New York and Connecticut theater reviews and news

New York City Theater

"Private Lives"
Music Box Theater

In the light-headed revival of Noël Coward’s “Private Lives,” a couple so good at hurting each other chucks language when shucking their garments. After all, why let anything approaching civilization’s morals stand in the way of Amanda and Elyot? Says Amanda, “When it comes to them, I’m unreliable.” Coward’s comedy has always been a showcase for star performers wanting to utter bon mots while still in their pajamas.

For this outing it’s the turn of glamorous Kim Cattrall (the hot Samantha of “Sex and the City”) and the equally glamorous Paul Gross (of the wonderful Canadian series, “Slings and Arrows”). Though lacking an undercurrent of passionate bitchery, they go at throats and other regions with abandon.

Cattrall is Amanda, Gross is Elyot, divorced from each other and honeymooning with new spouses in southern France. Meeting by chance, they decide that since they obviously still love one another and their new partners are way too dull, off they go to her flat in Paris. Left behind are pompous Victor and silly Sybil.

Between bouts of love-making, Elyot and Amanda bait each other with hints of past affairs and possible betrayals. (He: “I was madly in love with a woman in South Africa.” She: “Did she have a ring through her nose?”) Only a truce, heralded by the catchwords “Solomon Isaacs,” prevents mayhem.

Cattrall and Gross skip lightly through Coward’s witty and hilarious dialogue. As directed by Richard Eyre, the play’s underlying bitterness is softened, as is its implied criticism of legal marriage. Better to drink brandy and go at one another. “Very few people are completely normal, really, deep down in their private lives” is a key line, just as an unscripted, ambiguous kiss, added for this production, is another slap at said “normality.”

For Coward’s play, though comic, is also subversive. Darkness creeps around the edges, a dichotomy hinted at though not fully formed in this revival.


# Exercise brief:
Please output exactly the lines from the one containing "Detect the region containing pillow." through the last line of the records, both included.

# Source material:
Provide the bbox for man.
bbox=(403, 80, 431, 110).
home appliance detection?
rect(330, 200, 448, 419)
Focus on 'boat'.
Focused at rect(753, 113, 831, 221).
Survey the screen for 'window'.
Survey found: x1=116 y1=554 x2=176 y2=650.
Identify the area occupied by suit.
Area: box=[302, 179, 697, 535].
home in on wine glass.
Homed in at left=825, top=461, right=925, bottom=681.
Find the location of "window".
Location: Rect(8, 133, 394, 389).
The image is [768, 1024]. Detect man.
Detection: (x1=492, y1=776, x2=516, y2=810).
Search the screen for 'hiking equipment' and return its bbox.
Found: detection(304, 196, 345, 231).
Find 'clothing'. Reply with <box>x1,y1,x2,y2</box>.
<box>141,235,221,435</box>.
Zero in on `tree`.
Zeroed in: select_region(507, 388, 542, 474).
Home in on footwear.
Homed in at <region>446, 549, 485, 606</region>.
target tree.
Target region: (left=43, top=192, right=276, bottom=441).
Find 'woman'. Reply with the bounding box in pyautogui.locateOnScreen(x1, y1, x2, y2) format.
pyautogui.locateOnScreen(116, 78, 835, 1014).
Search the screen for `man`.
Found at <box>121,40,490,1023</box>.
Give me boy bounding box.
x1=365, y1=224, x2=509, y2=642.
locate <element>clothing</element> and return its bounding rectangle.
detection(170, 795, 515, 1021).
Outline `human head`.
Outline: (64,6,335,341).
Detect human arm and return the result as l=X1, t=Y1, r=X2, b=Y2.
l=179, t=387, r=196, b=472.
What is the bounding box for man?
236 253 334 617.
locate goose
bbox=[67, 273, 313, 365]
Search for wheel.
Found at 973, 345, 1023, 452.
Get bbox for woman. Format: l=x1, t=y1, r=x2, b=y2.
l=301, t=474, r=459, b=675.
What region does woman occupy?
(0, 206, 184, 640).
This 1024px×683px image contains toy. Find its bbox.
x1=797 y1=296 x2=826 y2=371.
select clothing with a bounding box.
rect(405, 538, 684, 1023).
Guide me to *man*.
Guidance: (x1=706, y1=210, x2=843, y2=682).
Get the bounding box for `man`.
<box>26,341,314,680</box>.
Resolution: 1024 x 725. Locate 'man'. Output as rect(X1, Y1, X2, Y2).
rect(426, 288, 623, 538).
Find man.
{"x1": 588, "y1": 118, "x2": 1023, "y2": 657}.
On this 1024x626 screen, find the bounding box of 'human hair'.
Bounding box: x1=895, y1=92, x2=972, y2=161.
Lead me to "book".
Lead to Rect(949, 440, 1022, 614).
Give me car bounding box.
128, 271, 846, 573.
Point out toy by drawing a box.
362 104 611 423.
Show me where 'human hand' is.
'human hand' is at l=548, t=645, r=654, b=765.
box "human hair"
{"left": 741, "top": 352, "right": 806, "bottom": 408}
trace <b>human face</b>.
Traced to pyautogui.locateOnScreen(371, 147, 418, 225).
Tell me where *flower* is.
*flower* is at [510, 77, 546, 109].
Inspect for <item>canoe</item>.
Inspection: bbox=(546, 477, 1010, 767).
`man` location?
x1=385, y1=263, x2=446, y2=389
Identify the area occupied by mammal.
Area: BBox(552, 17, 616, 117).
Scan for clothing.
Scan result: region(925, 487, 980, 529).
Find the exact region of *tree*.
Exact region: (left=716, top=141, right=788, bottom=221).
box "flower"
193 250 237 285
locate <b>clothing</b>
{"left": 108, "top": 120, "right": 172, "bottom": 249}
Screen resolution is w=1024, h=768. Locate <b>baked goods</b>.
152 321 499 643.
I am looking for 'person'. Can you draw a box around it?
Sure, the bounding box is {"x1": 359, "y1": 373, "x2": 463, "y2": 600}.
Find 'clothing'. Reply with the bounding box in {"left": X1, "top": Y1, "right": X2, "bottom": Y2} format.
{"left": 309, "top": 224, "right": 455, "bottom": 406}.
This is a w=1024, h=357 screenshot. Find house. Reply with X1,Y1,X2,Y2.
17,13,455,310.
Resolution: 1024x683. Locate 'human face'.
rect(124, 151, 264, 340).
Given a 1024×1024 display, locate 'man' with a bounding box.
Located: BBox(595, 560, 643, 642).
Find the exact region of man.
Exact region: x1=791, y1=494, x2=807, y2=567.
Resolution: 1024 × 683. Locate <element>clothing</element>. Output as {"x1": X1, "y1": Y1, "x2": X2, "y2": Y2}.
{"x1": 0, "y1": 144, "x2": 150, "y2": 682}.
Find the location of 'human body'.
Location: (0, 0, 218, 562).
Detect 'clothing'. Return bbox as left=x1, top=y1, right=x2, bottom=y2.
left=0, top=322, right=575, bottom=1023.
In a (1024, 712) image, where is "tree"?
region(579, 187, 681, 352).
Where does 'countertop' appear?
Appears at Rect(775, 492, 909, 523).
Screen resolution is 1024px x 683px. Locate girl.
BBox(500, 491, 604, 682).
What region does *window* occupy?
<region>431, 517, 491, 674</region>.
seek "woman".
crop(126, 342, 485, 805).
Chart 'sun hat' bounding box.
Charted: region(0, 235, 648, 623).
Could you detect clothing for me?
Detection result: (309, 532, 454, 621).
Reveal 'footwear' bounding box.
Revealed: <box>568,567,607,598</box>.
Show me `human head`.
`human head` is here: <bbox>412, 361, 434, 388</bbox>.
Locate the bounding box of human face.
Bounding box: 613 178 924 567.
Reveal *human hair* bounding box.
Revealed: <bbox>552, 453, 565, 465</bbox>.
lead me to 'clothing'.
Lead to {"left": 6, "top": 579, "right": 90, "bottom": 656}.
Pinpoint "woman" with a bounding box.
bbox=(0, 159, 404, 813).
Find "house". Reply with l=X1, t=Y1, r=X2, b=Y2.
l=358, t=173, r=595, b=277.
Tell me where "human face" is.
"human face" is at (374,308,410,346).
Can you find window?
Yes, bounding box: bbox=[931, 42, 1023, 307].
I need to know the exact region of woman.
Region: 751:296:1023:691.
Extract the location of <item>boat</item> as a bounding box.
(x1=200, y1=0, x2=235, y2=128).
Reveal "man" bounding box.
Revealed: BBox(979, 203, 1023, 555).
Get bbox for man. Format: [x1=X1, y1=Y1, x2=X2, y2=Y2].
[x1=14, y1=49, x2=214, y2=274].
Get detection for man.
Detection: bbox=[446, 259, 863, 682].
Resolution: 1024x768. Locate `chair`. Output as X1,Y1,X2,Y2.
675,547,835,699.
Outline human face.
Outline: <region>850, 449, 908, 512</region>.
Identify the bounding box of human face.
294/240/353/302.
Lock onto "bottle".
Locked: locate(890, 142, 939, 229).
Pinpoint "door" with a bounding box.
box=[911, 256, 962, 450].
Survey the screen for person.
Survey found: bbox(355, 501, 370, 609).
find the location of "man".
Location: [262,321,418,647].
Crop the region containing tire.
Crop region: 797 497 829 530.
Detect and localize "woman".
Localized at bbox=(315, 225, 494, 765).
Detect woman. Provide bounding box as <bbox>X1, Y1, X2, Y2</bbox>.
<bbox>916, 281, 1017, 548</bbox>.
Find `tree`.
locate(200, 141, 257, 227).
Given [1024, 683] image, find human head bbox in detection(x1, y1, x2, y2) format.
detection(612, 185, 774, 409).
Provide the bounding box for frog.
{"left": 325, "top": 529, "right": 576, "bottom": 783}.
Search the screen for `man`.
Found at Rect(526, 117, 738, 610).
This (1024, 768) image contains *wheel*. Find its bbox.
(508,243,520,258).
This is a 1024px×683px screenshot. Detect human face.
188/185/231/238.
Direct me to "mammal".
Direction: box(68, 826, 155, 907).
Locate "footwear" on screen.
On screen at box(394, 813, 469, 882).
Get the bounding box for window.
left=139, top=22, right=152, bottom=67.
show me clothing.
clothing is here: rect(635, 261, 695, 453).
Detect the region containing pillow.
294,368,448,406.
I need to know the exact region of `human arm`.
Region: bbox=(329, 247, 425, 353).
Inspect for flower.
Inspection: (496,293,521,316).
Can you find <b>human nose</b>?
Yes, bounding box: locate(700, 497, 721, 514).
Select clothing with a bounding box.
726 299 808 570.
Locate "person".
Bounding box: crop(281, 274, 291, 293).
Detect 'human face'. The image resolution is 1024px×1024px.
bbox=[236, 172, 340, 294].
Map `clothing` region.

# Response to this task:
Detect the region containing pillow.
294,368,448,406.
I need to know the exact region of `human arm`.
Region: bbox=(329, 247, 425, 353).
Inspect for flower.
Inspection: (496,293,521,316).
Can you find <b>human nose</b>?
Yes, bounding box: locate(700, 497, 721, 514).
Select clothing with a bounding box.
726 299 808 570.
Locate "person".
Bounding box: crop(281, 274, 291, 293).
Detect 'human face'. The image resolution is 1024px×1024px.
bbox=[236, 172, 340, 294].
Map `clothing` region.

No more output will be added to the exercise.